Cosmic Impact and the Younger Dryas

Evidence published by South African researchers late in 2019 in the journal Palaeontologia Africana offers powerful new support for the once controversial notion that the great megafauna extinction event now called the ‘Younger Dryas,’ was caused by a cosmic impact event (https://phys.org/news/2019-10-hypothesis-asteroid-contributed-mass-extinction.html).

For many years ‘catastrophists,’ such as German scientist/engineer Otto Muck, argued that a cataclysmic episode—perhaps a hit from a large meteor or comet—about 12,000 years ago led to the destruction of an advanced civilization on Earth, while killing off the woolly mammoths, and sending humanity back to the stone age. From the Bible to Plato, innumerable ancient accounts have described immense catastrophes, but, until recently, academic science has rejected the notion that anything like that could have happened on Earth for at least millions of years. But, then, in 2018, the discovery of an enormous crater beneath the Hiawatha glacier in Greenland offered  long-sought evidence of an impact that could have destroyed any civilization, including Atlantis, that might have existed then. According to Plato, the lost continent went down around 12,800 years ago, the same time we now assign to the Younger Dryas event.

At a site called Wonderkrater in the Limpopo Province, north of Pretoria, South Africa, a team, led by Professor Francis Thackeray of the University of the Witwatersrand in Johannesburg, discovered that samples taken from a 12,800-years-old deposit of peat brought up from the bottom of ‘White pond,’ showed significant anomalous traces—a “spike”—of platinum.

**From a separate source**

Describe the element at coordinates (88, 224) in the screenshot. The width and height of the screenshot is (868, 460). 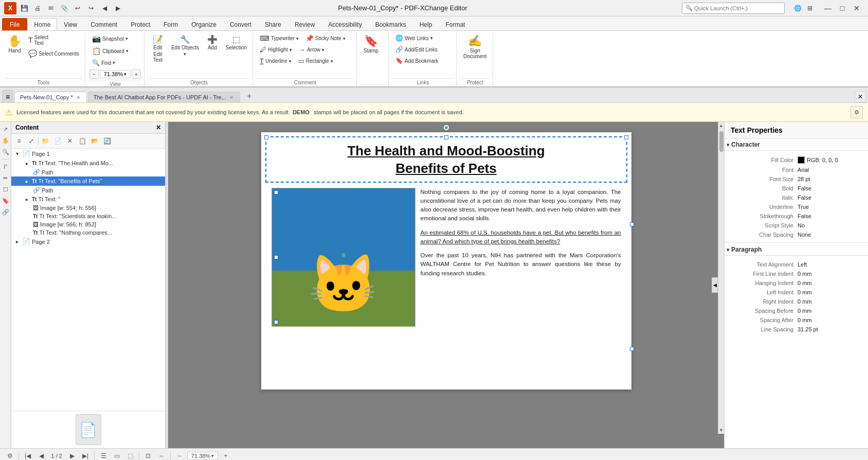
I see `tree-item-image2: 🖼 Image [w: 566; h: 852]` at that location.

“Our finding at least partially supports the highly controversial Younger Dryas Impact Hypothesis (YDIH),” said Thackeray, observing that meteorites are rich in platinum. “We seriously need to explore the view that an asteroid impact somewhere on earth may have caused climate change on a global scale, and contributed to some extent to the process of extinctions of large animals at the end of the Pleistocene, after the last ice age.” In North America, South America, and Europe, many mammals vanished from the fossil record at the time.

Though avoiding any mention of lost civilization, the researchers concede that, in the Younger Dryas, even human populations may have been affected by cosmic impacts, albeit indirectly. In North America, for example, a dramatic termination of the stone tool technology of the Clovis people was noted. The abrupt end of much more sophisticated societies of that time, like Turkey’s Gobekli Tepe, remains a mystery.